Closed mreinstein closed 7 years ago

mreinstein commented 7 years ago

There is some filtering logic happening here: https://github.com/watson-developer-cloud/speech-javascript-sdk/blob/master/speech-to-text/webaudio-l16-stream.js#L84

@nfriedly mentioned this had something to with antialiasing downsampling, but neither of us could come up with clear wordage on why that code is present or what exactly it's doing.

This is one of the few areas in the code which is very hard to understand by simpling reading it; the rest of the module is pretty self-documented and easy to follow. :)

nfriedly commented 7 years ago

I posted my own question on the DSP stack exchange to help get a better handle on this. It includes a nice graph of the filter array :)

http://dsp.stackexchange.com/questions/37450/please-help-me-understand-this-audio-downsampling-code

mreinstein commented 7 years ago

nice! So you're planning to support downsampling to 8khz too? Is this to minimize bandwidth sent to watson? I'm wondering if going below 16khz actually affects recognition quality?

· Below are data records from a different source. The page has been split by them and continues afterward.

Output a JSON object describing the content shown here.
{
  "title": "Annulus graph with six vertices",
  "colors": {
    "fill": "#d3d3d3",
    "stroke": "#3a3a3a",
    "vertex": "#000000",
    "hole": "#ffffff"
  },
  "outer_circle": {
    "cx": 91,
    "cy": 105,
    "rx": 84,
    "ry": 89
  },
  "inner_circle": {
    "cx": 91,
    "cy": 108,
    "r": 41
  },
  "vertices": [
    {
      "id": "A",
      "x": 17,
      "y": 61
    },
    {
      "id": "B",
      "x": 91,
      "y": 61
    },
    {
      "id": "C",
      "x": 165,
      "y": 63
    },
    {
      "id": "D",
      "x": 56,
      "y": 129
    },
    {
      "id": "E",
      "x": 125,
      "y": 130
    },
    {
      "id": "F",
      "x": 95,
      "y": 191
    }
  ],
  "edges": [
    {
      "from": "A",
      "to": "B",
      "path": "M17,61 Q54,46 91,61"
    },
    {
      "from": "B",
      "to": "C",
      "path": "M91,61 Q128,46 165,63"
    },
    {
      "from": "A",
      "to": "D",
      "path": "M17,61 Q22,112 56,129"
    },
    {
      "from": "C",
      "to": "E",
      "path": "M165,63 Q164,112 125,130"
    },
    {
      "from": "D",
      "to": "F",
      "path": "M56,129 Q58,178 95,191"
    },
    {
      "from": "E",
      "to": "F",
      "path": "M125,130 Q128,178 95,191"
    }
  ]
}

nfriedly commented 7 years ago

Well, the service supports 8kHz "narrowband" models and 16kHz "broadband" models. Right now, when you select a narrowband model, the audio is downsampled to 16kHz here, and then I think it gets downsampled again to 8kHz at the service. So, doing it once here should both save bandwidth and increase quality.

mreinstein commented 7 years ago

Ah, right I forgot about the narrowband model. So really this is about bandwidth savings when opting into the non-broadband model. Thanks for clarification.

mreinstein commented 7 years ago

@nfriedly very nice!

Question about this line:

Input audio is typically 48kHz, this downsamples it to 16kHz.

I've seen several browsers provide different sample rates. For example, Chrome right now produces 44.1khz samples. I'm wondering if this filtering logic is going to slightly distort this input?

nfriedly commented 7 years ago

Oh, let me adjust that. It will reduce the cutoff point of the low-pass filter slightly, but not enough to affect human speech.